Abortion Advocates Discount Emotional Problems After Abortion

National   |   Steven Ertelt   |   Jan 27, 2004   |   9:00AM   |   WASHINGTON, DC

Abortion Advocates Discount Emotional Problems After Abortion

by Maria Gallagher
LifeNews.com Staff Writer
January 27, 2004

Washington, DC (LifeNews.com) — The pro-abortion lobby is attempting to discount scientific evidence showing a link between abortion and psychological problems.

One of the nation’s leading pro-abortion researchers, Nancy Russo of Arizona State University, recently told a science reporter from the Toledo Blade newspaper, "As far as I’m concerned, whether or not an abortion creates psychological difficulties is not relevant…it means you give proper informed consent and you deal with it."

The Elliot Institute, which studies the after-effects of abortion, responded, "Maybe Russo wasn’t quoted exactly right. But it sure sounds harsh to say that the emotional pain millions of women experience after abortion is ‘not relevant’ and they should just ‘deal with it.’"

The Institute, however, made note of the fact that Russo indicated that women should be told of the possible psychological side-effects of abortion as part of the informed consent process.

Under informed consent laws, which are in place in a number of states, women considering abortion must be told of the medical risks involved.

"One bright spot in (Russo’s) comment…is the admission that psychological problems after abortion should be disclosed to women as part of the informed
consent process," the Institute said. "This is rarely if ever done."

A researcher at Bowling Green State University, Priscilla Coleman, told the Toledo Blade that approximately 10 percent of women who undergo abortions experience psychological problems as a result.

"It’s that 10 percent with a common procedure that just keeps nudging at me. I think that’s a group we really need to look at more closely. Ten percent of 1.3 million women. How could we ignore that? If it was any other medical procedure it would get more attention," Coleman told the Blade.

Coleman has co-authored a study which compares psychiatric hospitalizations of women who abort versus women who give birth. The data for the study, which was published in Canada’s most well-respected medical journal, came from California’s Medicaid program, MediCal.

The study showed that women who had had abortions were much more likely to
be hospitalized for psychiatric illness during the four years after pregnancy.

Within 90 days of the abortion or birth, post-abortive women had a rate of psychiatric hospitalization 160 percent higher than that for women who had given birth. After four years, women who had had abortions were 50 percent more likely to be hospitalized for mental illness.

Visit the Elliot Institute’s website, https://www.afterabortion.org, and you’ll find article after article documenting abortion’s devastating effects on women.

The Institute’s David Reardon, Ph.D., notes that a common complaint raised by post-abortive women is that therapists tend to dismiss abortion as irrelevant.

Reardon is co-author of a book called Forbidden Grief: The Unspoken Pain of Abortion.

"Therapists who fixate on the ‘abortion is benign’ theory, either out of ignorance or allegiance to defensive political views on abortion, are doing a great disservice to women who need understanding and support," Reardon said.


ASSIGNMENT>
Reply only with how many lines of the listing below hold the word "each".

TASK DATA>
┄┄┄┄┄┄┄┄┄┄

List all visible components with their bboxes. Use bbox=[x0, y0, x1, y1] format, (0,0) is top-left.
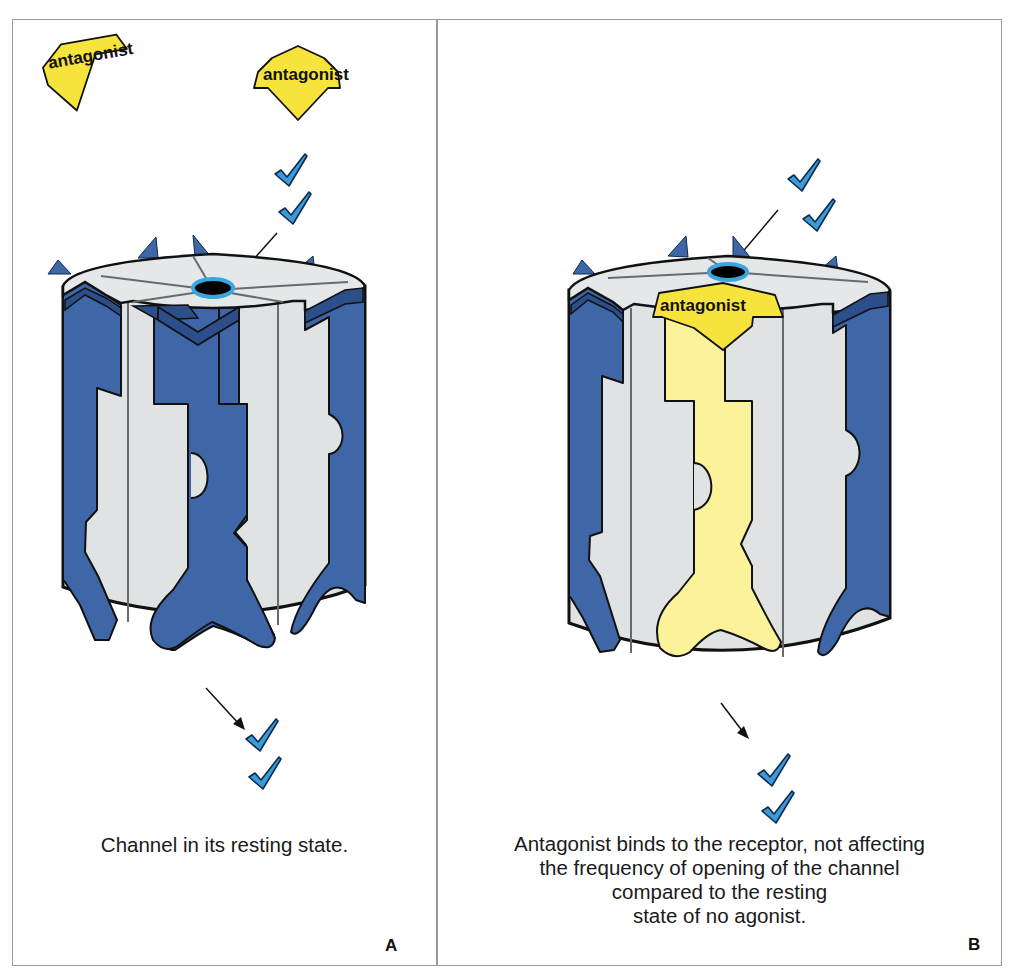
agonist-check-icon bbox=[762, 791, 794, 823]
caption-line: compared to the resting bbox=[438, 880, 1001, 904]
caption-line: state of no agonist. bbox=[438, 904, 1001, 928]
antagonist-ligand-free-2: antagonist bbox=[254, 46, 349, 120]
channel-pore bbox=[709, 264, 747, 280]
panel-b-label: B bbox=[968, 935, 980, 955]
agonist-check-icon bbox=[803, 199, 835, 231]
panel-b-caption: Antagonist binds to the receptor, not af… bbox=[438, 832, 1001, 928]
caption-line: Antagonist binds to the receptor, not af… bbox=[438, 832, 1001, 856]
antagonist-label: antagonist bbox=[660, 296, 746, 315]
panel-a-label: A bbox=[385, 936, 397, 956]
panel-a-caption: Channel in its resting state. bbox=[13, 833, 436, 857]
channel-pore bbox=[193, 279, 233, 297]
agonist-check-icon bbox=[249, 757, 281, 789]
ion-channel: antagonist bbox=[569, 236, 890, 657]
antagonist-label: antagonist bbox=[263, 65, 349, 84]
agonist-check-icon bbox=[246, 719, 278, 751]
panel-a: antagonist antagonist bbox=[13, 20, 436, 965]
agonist-check-icon bbox=[279, 192, 311, 224]
panel-a-illustration: antagonist antagonist bbox=[13, 20, 436, 965]
agonist-check-icon bbox=[275, 154, 307, 186]
arrow-out-of-channel-icon bbox=[721, 703, 749, 739]
agonist-check-icon bbox=[758, 754, 790, 786]
ion-channel bbox=[48, 235, 365, 650]
arrow-out-of-channel-icon bbox=[206, 688, 245, 730]
antagonist-ligand-free-1: antagonist bbox=[39, 32, 142, 115]
panel-b-illustration: antagonist bbox=[438, 20, 1001, 965]
agonist-check-icon bbox=[788, 159, 820, 191]
panel-b: antagonist Antagonist binds to the recep… bbox=[438, 20, 1001, 965]
caption-line: the frequency of opening of the channel bbox=[438, 856, 1001, 880]
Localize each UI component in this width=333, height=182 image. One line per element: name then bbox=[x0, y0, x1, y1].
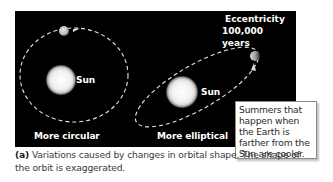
orbit-direction-arrow-icon bbox=[251, 63, 256, 71]
sun-icon bbox=[165, 75, 199, 109]
earth-icon bbox=[250, 51, 260, 61]
sun-icon bbox=[45, 64, 77, 96]
eccentricity-period: 100,000 years bbox=[222, 25, 292, 49]
caption-tag: (a) bbox=[15, 149, 29, 160]
earth-icon bbox=[59, 26, 69, 36]
figure-caption: (a) Variations caused by changes in orbi… bbox=[15, 149, 315, 174]
circular-orbit-label: More circular bbox=[34, 131, 100, 142]
sun-label: Sun bbox=[76, 75, 95, 86]
caption-text: Variations caused by changes in orbital … bbox=[15, 149, 300, 173]
elliptical-orbit-label: More elliptical bbox=[157, 131, 228, 142]
circular-orbit bbox=[20, 26, 128, 122]
orbit-direction-arrow-icon bbox=[73, 29, 80, 33]
eccentricity-title: Eccentricity bbox=[222, 13, 292, 25]
eccentricity-heading: Eccentricity 100,000 years bbox=[222, 13, 292, 49]
sun-label: Sun bbox=[201, 87, 220, 98]
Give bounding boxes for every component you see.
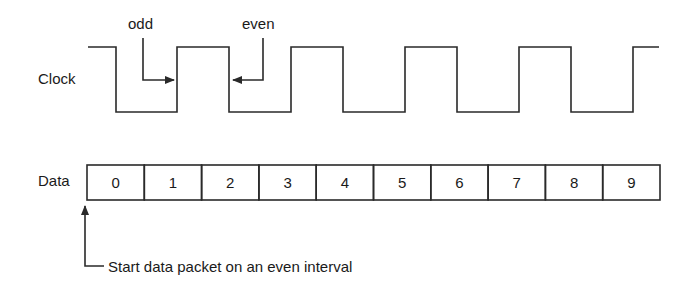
odd-arrow-icon: [143, 38, 174, 80]
start-note: Start data packet on an even interval: [108, 258, 352, 275]
data-cell-value: 8: [570, 174, 578, 191]
data-cell-value: 7: [513, 174, 521, 191]
data-cell-value: 1: [169, 174, 177, 191]
even-arrow-icon: [233, 38, 263, 80]
timing-diagram: Clock odd even Data 0123456789 Start dat…: [0, 0, 690, 294]
odd-label: odd: [128, 15, 153, 32]
data-cell-value: 3: [283, 174, 291, 191]
data-cell-value: 9: [627, 174, 635, 191]
data-cell-value: 6: [455, 174, 463, 191]
data-cell-value: 5: [398, 174, 406, 191]
data-cell-value: 4: [341, 174, 349, 191]
data-cell-value: 2: [226, 174, 234, 191]
data-label: Data: [38, 172, 70, 189]
data-cell-value: 0: [111, 174, 119, 191]
even-label: even: [242, 15, 275, 32]
data-packet: 0123456789: [87, 165, 660, 200]
clock-label: Clock: [38, 70, 76, 87]
start-arrow-icon: [85, 206, 104, 266]
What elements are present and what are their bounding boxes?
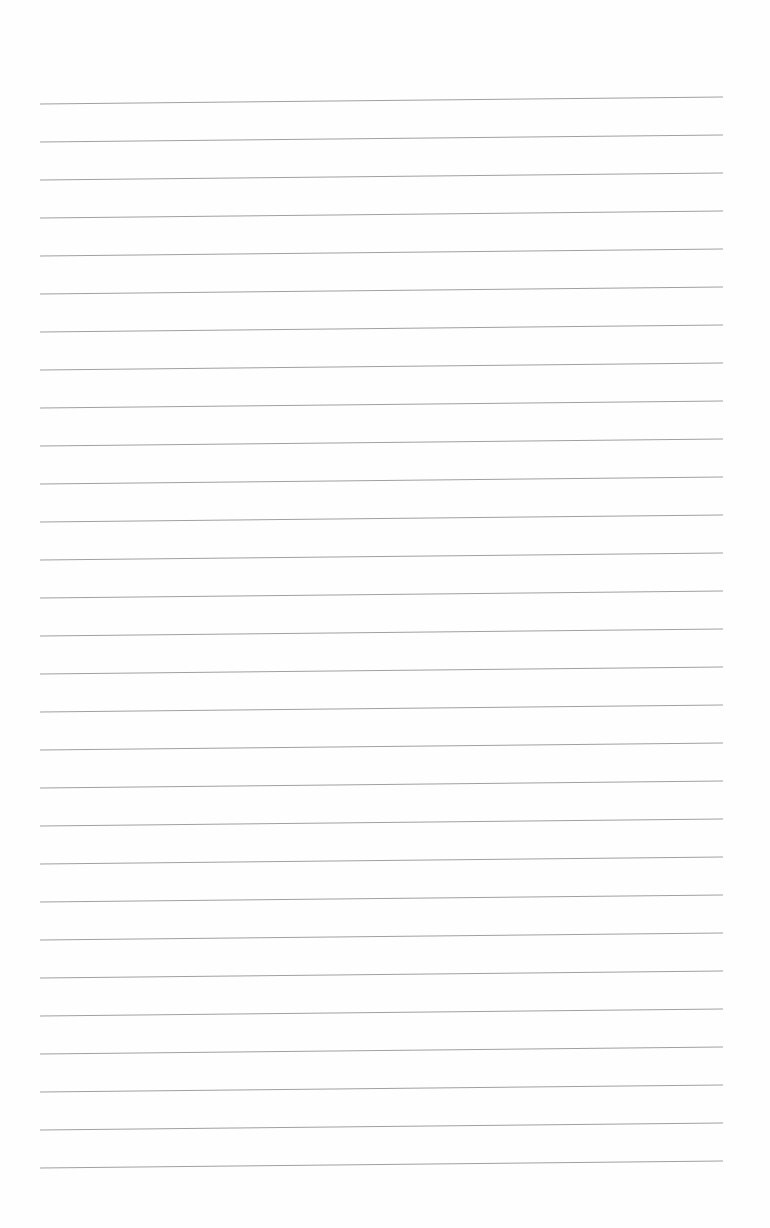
ruled-line <box>40 1009 723 1016</box>
ruled-line <box>40 97 723 104</box>
ruled-line <box>40 515 723 522</box>
ruled-line <box>40 933 723 940</box>
ruled-line <box>40 781 723 788</box>
ruled-line <box>40 363 723 370</box>
ruled-line <box>40 667 723 674</box>
ruled-line <box>40 1161 723 1168</box>
ruled-line <box>40 1123 723 1130</box>
ruled-lines <box>0 0 770 1228</box>
ruled-line <box>40 1047 723 1054</box>
ruled-line <box>40 743 723 750</box>
ruled-line <box>40 705 723 712</box>
ruled-line <box>40 135 723 142</box>
ruled-line <box>40 401 723 408</box>
ruled-line <box>40 857 723 864</box>
ruled-line <box>40 629 723 636</box>
ruled-line <box>40 895 723 902</box>
ruled-line <box>40 819 723 826</box>
ruled-line <box>40 173 723 180</box>
ruled-line <box>40 287 723 294</box>
ruled-line <box>40 971 723 978</box>
ruled-line <box>40 591 723 598</box>
ruled-line <box>40 211 723 218</box>
ruled-line <box>40 1085 723 1092</box>
ruled-line <box>40 249 723 256</box>
ruled-line <box>40 439 723 446</box>
ruled-paper-page <box>0 0 770 1228</box>
ruled-line <box>40 477 723 484</box>
ruled-line <box>40 553 723 560</box>
ruled-line <box>40 325 723 332</box>
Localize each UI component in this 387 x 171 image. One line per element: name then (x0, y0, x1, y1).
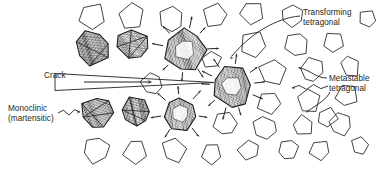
metastable-tetragonal-grain (309, 141, 329, 160)
metastable-tetragonal-grain (253, 117, 276, 140)
metastable-tetragonal-grain (298, 89, 320, 111)
metastable-tetragonal-grain (329, 113, 350, 136)
transforming-tetragonal-grain-group (102, 0, 308, 171)
metastable-tetragonal-grain (84, 138, 109, 164)
metastable-tetragonal-grain (352, 137, 369, 154)
metastable-tetragonal-grain (257, 93, 280, 114)
metastable-tetragonal-grain (237, 140, 258, 160)
metastable-tetragonal-grain (213, 112, 237, 133)
metastable-tetragonal-grain (324, 33, 344, 52)
metastable-tetragonal-grain (279, 141, 299, 159)
metastable-tetragonal-grain (259, 60, 287, 85)
metastable-tetragonal-grain (79, 4, 104, 30)
label-metastable-tetragonal: Metastable tetragonal (329, 74, 370, 93)
metastable-tetragonal-grain (119, 3, 143, 29)
label-monoclinic-martensitic: Monoclinic (martensitic) (8, 104, 54, 123)
metastable-tetragonal-grain (160, 6, 182, 31)
metastable-tetragonal-grain (293, 115, 312, 135)
metastable-tetragonal-grain (123, 141, 147, 164)
metastable-tetragonal-grain (360, 11, 376, 27)
metastable-tetragonal-grain (240, 4, 263, 25)
metastable-tetragonal-grain (285, 34, 307, 56)
transformation-toughening-diagram: Transforming tetragonal Metastable tetra… (0, 0, 387, 171)
metastable-tetragonal-grain (140, 73, 162, 94)
metastable-tetragonal-grain (204, 3, 227, 26)
metastable-tetragonal-grain (318, 107, 338, 127)
metastable-tetragonal-grain (162, 138, 186, 163)
label-transforming-tetragonal: Transforming tetragonal (303, 8, 352, 27)
metastable-tetragonal-grain (202, 145, 221, 165)
crack-wedge (55, 74, 214, 91)
label-crack: Crack (44, 71, 66, 81)
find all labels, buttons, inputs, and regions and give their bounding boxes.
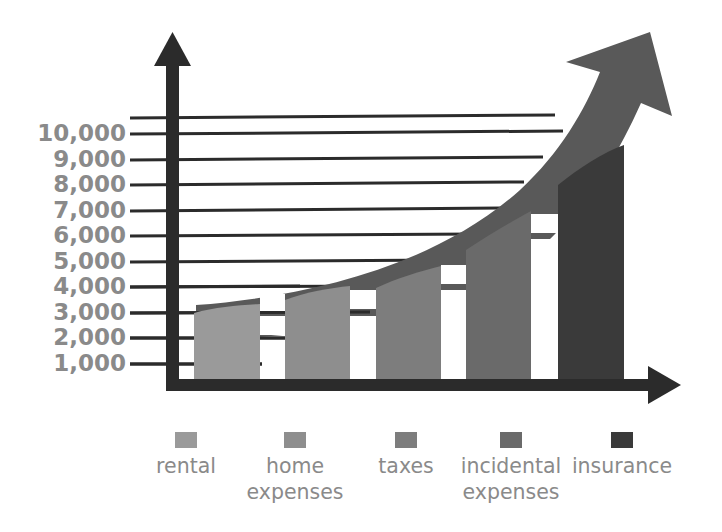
bar-home-expenses	[285, 286, 350, 385]
notch	[260, 294, 285, 311]
legend-label: rental	[156, 454, 216, 478]
notch	[350, 290, 376, 309]
y-tick-label: 2,000	[53, 324, 126, 350]
notch	[531, 316, 558, 335]
y-tick-label: 8,000	[53, 171, 126, 197]
legend-item-taxes[interactable]: taxes	[378, 432, 433, 478]
bar-insurance	[558, 145, 624, 385]
gridline-8	[130, 182, 524, 185]
notch	[260, 316, 285, 335]
notch	[624, 162, 649, 181]
gridline-6	[130, 234, 477, 236]
notch	[441, 290, 466, 309]
notch	[624, 316, 649, 335]
notch	[441, 316, 466, 335]
gridline-overlay-4	[130, 286, 300, 287]
notch	[624, 341, 649, 360]
legend-swatch-icon	[395, 432, 417, 448]
legend-item-rental[interactable]: rental	[156, 432, 216, 478]
notch	[531, 265, 558, 284]
bar-rental	[194, 304, 260, 385]
legend-swatch-icon	[175, 432, 197, 448]
notch	[531, 341, 558, 360]
y-tick-label: 4,000	[53, 273, 126, 299]
y-axis-line	[166, 56, 179, 390]
y-axis-tick-labels: 10,000 9,000 8,000 7,000 6,000 5,000 4,0…	[37, 120, 126, 376]
legend-swatch-icon	[500, 432, 522, 448]
legend-label: taxes	[378, 454, 433, 478]
expense-growth-chart: 10,000 9,000 8,000 7,000 6,000 5,000 4,0…	[0, 0, 722, 532]
legend-label-line2: expenses	[463, 480, 560, 504]
notch	[531, 239, 558, 258]
notch	[624, 265, 649, 284]
legend-item-home-expenses[interactable]: home expenses	[247, 432, 344, 504]
legend-item-incidental-expenses[interactable]: incidental expenses	[461, 432, 562, 504]
legend-label-line2: expenses	[247, 480, 344, 504]
notch	[350, 341, 376, 360]
legend-label: home	[266, 454, 324, 478]
legend-label: insurance	[572, 454, 672, 478]
y-tick-label: 1,000	[53, 350, 126, 376]
x-axis-line	[166, 379, 652, 391]
notch	[624, 214, 649, 233]
y-tick-label: 5,000	[53, 248, 126, 274]
y-tick-label: 6,000	[53, 222, 126, 248]
x-axis-arrowhead-icon	[648, 366, 681, 404]
gridline-10	[130, 131, 563, 134]
notch	[441, 341, 466, 360]
bar-taxes	[376, 266, 441, 385]
legend: rental home expenses taxes incidental ex…	[156, 432, 672, 504]
gridline-11	[130, 115, 555, 118]
gridline-7	[130, 208, 502, 211]
notch	[441, 265, 466, 284]
y-tick-label: 9,000	[53, 146, 126, 172]
notch	[531, 290, 558, 309]
gridline-9	[130, 157, 543, 160]
legend-item-insurance[interactable]: insurance	[572, 432, 672, 478]
legend-swatch-icon	[284, 432, 306, 448]
notch	[624, 239, 649, 258]
legend-label: incidental	[461, 454, 562, 478]
notch	[531, 214, 558, 233]
y-tick-label: 10,000	[37, 120, 126, 146]
legend-swatch-icon	[611, 432, 633, 448]
notch	[624, 290, 649, 309]
notch	[260, 341, 285, 360]
y-tick-label: 3,000	[53, 299, 126, 325]
notch	[624, 188, 649, 207]
y-axis-arrowhead-icon	[154, 32, 191, 66]
chart-canvas: 10,000 9,000 8,000 7,000 6,000 5,000 4,0…	[0, 0, 722, 532]
notch	[350, 316, 376, 335]
y-tick-label: 7,000	[53, 197, 126, 223]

┄┄┄┄┄┄┄┄┄┄

TASK RESPONSE>
2